Thursday, April 17, 2008

Olympic Folly

When we think of the Olympics, we increasingly think of corruption scandals, doping, tacky commercialism and, perhaps even worse, all those sappy human interest stories NBC runs on its telecasts. And now we have the Chinese tarnishing this summer’s Games by cracking down in Tibet, leading protestors to disrupt the torch relay in London, Paris, San Francisco, and elsewhere. If only we could go back to those days when the Olympics brought together the world’s youth to hold hands and sing kumbaya while a few people ran around a track and swam in a pool, right?

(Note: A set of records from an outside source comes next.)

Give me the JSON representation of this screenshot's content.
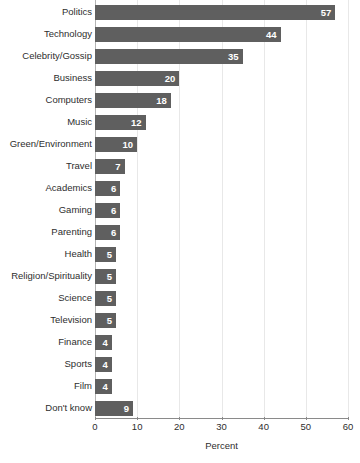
{
  "chart_data": {
    "type": "bar",
    "orientation": "horizontal",
    "title": "",
    "xlabel": "Percent",
    "ylabel": "",
    "xlim": [
      0,
      60
    ],
    "xticks": [
      0,
      10,
      20,
      30,
      40,
      50,
      60
    ],
    "xtick_labels": [
      "0",
      "10",
      "20",
      "30",
      "40",
      "50",
      "60"
    ],
    "grid": true,
    "grid_axis": "x",
    "legend": false,
    "categories": [
      "Politics",
      "Technology",
      "Celebrity/Gossip",
      "Business",
      "Computers",
      "Music",
      "Green/Environment",
      "Travel",
      "Academics",
      "Gaming",
      "Parenting",
      "Health",
      "Religion/Spirituality",
      "Science",
      "Television",
      "Finance",
      "Sports",
      "Film",
      "Don't know"
    ],
    "values": [
      57,
      44,
      35,
      20,
      18,
      12,
      10,
      7,
      6,
      6,
      6,
      5,
      5,
      5,
      5,
      4,
      4,
      4,
      9
    ],
    "value_labels": [
      "57",
      "44",
      "35",
      "20",
      "18",
      "12",
      "10",
      "7",
      "6",
      "6",
      "6",
      "5",
      "5",
      "5",
      "5",
      "4",
      "4",
      "4",
      "9"
    ],
    "bar_color": "#5f5f5f",
    "value_label_color": "#ffffff",
    "gridline_color": "#e8e8e8",
    "axis_color": "#8a8a8a",
    "text_color": "#2e2e2e",
    "background_color": "#ffffff"
  }
}
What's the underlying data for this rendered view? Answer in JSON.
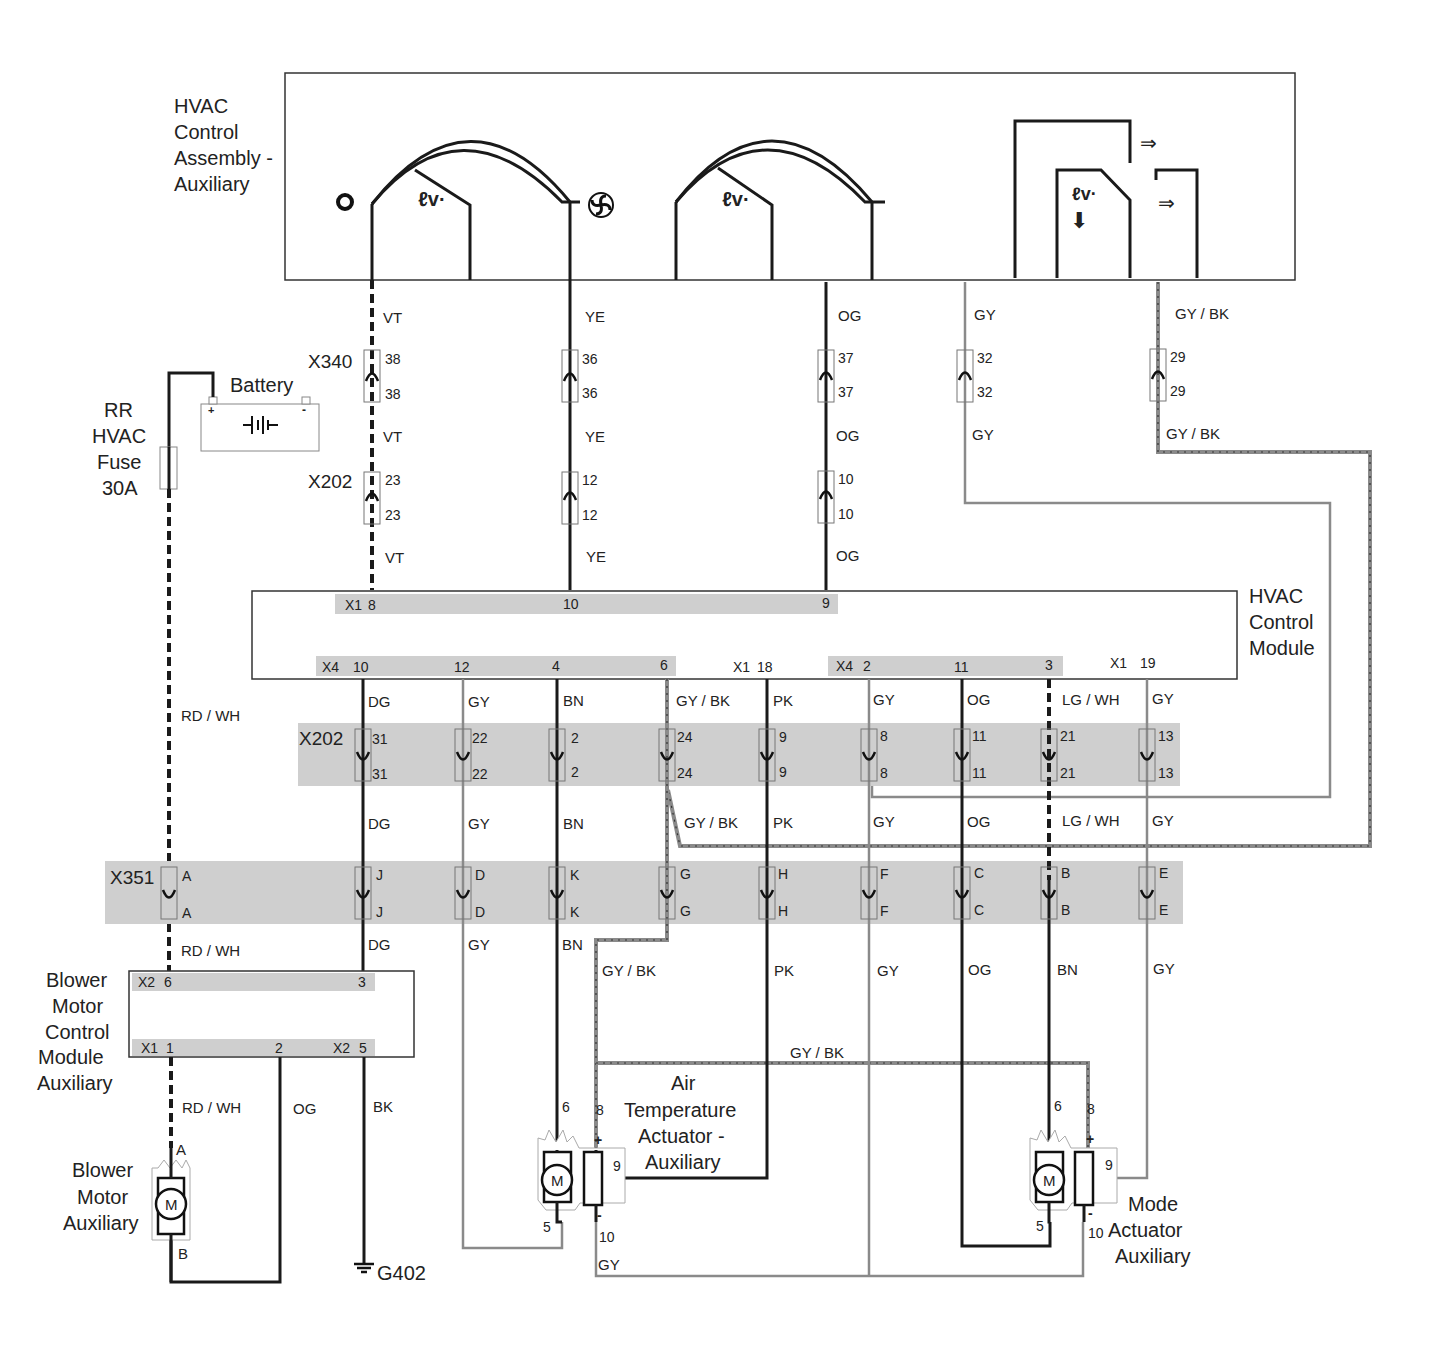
{
  "components": {
    "hvac_control_assembly": {
      "line1": "HVAC",
      "line2": "Control",
      "line3": "Assembly -",
      "line4": "Auxiliary"
    },
    "battery": {
      "label": "Battery",
      "plus": "+",
      "minus": "-"
    },
    "fuse": {
      "line1": "RR",
      "line2": "HVAC",
      "line3": "Fuse",
      "line4": "30A"
    },
    "hvac_control_module": {
      "line1": "HVAC",
      "line2": "Control",
      "line3": "Module"
    },
    "blower_motor_control_module": {
      "line1": "Blower",
      "line2": "Motor",
      "line3": "Control",
      "line4": "Module",
      "line5": "Auxiliary"
    },
    "blower_motor": {
      "line1": "Blower",
      "line2": "Motor",
      "line3": "Auxiliary",
      "symbol": "M",
      "pin_a": "A",
      "pin_b": "B"
    },
    "air_temp_actuator": {
      "line1": "Air",
      "line2": "Temperature",
      "line3": "Actuator -",
      "line4": "Auxiliary",
      "symbol": "M",
      "pins": {
        "p6": "6",
        "p8": "8",
        "p9": "9",
        "p5": "5",
        "p10": "10",
        "plus": "+",
        "minus": "-"
      }
    },
    "mode_actuator": {
      "line1": "Mode",
      "line2": "Actuator",
      "line3": "Auxiliary",
      "symbol": "M",
      "pins": {
        "p6": "6",
        "p8": "8",
        "p9": "9",
        "p5": "5",
        "p10": "10",
        "plus": "+",
        "minus": "-"
      }
    },
    "ground": {
      "label": "G402"
    }
  },
  "connectors": {
    "x340": {
      "name": "X340",
      "pins": [
        {
          "top": "38",
          "bottom": "38"
        },
        {
          "top": "36",
          "bottom": "36"
        },
        {
          "top": "37",
          "bottom": "37"
        },
        {
          "top": "32",
          "bottom": "32"
        },
        {
          "top": "29",
          "bottom": "29"
        }
      ]
    },
    "x202_upper": {
      "name": "X202",
      "pins": [
        {
          "top": "23",
          "bottom": "23"
        },
        {
          "top": "12",
          "bottom": "12"
        },
        {
          "top": "10",
          "bottom": "10"
        }
      ]
    },
    "x202_lower": {
      "name": "X202",
      "pins": [
        {
          "top": "31",
          "bottom": "31"
        },
        {
          "top": "22",
          "bottom": "22"
        },
        {
          "top": "2",
          "bottom": "2"
        },
        {
          "top": "24",
          "bottom": "24"
        },
        {
          "top": "9",
          "bottom": "9"
        },
        {
          "top": "8",
          "bottom": "8"
        },
        {
          "top": "11",
          "bottom": "11"
        },
        {
          "top": "21",
          "bottom": "21"
        },
        {
          "top": "13",
          "bottom": "13"
        }
      ]
    },
    "x351": {
      "name": "X351",
      "pins": [
        {
          "top": "A",
          "bottom": "A"
        },
        {
          "top": "J",
          "bottom": "J"
        },
        {
          "top": "D",
          "bottom": "D"
        },
        {
          "top": "K",
          "bottom": "K"
        },
        {
          "top": "G",
          "bottom": "G"
        },
        {
          "top": "H",
          "bottom": "H"
        },
        {
          "top": "F",
          "bottom": "F"
        },
        {
          "top": "C",
          "bottom": "C"
        },
        {
          "top": "B",
          "bottom": "B"
        },
        {
          "top": "E",
          "bottom": "E"
        }
      ]
    }
  },
  "module_pins": {
    "hvac_top": {
      "x1": "X1",
      "p8": "8",
      "p10": "10",
      "p9": "9"
    },
    "hvac_bottom": {
      "x4a": "X4",
      "p10": "10",
      "p12": "12",
      "p4": "4",
      "p6": "6",
      "x1a": "X1",
      "p18": "18",
      "x4b": "X4",
      "p2": "2",
      "p11": "11",
      "p3": "3",
      "x1b": "X1",
      "p19": "19"
    },
    "bmcm_top": {
      "x2": "X2",
      "p6": "6",
      "p3": "3"
    },
    "bmcm_bottom": {
      "x1": "X1",
      "p1": "1",
      "p2": "2",
      "x2": "X2",
      "p5": "5"
    }
  },
  "wire_labels": {
    "vt": "VT",
    "ye": "YE",
    "og": "OG",
    "gy": "GY",
    "gybk": "GY / BK",
    "rdwh": "RD / WH",
    "dg": "DG",
    "bn": "BN",
    "pk": "PK",
    "lgwh": "LG / WH",
    "bk": "BK"
  },
  "colors": {
    "wire_dark": "#1a1a1a",
    "wire_gray": "#8a8a8a",
    "band": "#cfcfcf"
  }
}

Actually, these modern Games (or post-modern, if you consider, as I do, the end of the Cold War as a watershed in geopolitics) are much closer to the ancient Greek model than the festival of shamateurism that a bunch of European aristocrats invented at the end of the 19th century. Since the end of the cold war, the Olympics have thrown off the chains of ideological battle and reverted to the values of the original games, among which were the dominance of the personal over the national, the economic over the political and the athletic over the larger concerns of the state. Thus these new-old Olympics have returned to their entertainment, ritual, and athletic essence, for which we can be grateful.

Which is why — I argue in the National Interest Online – however a particular country wants to express its displeasure with China’s oppressive regime, boycotting the Olympics is not the way to go.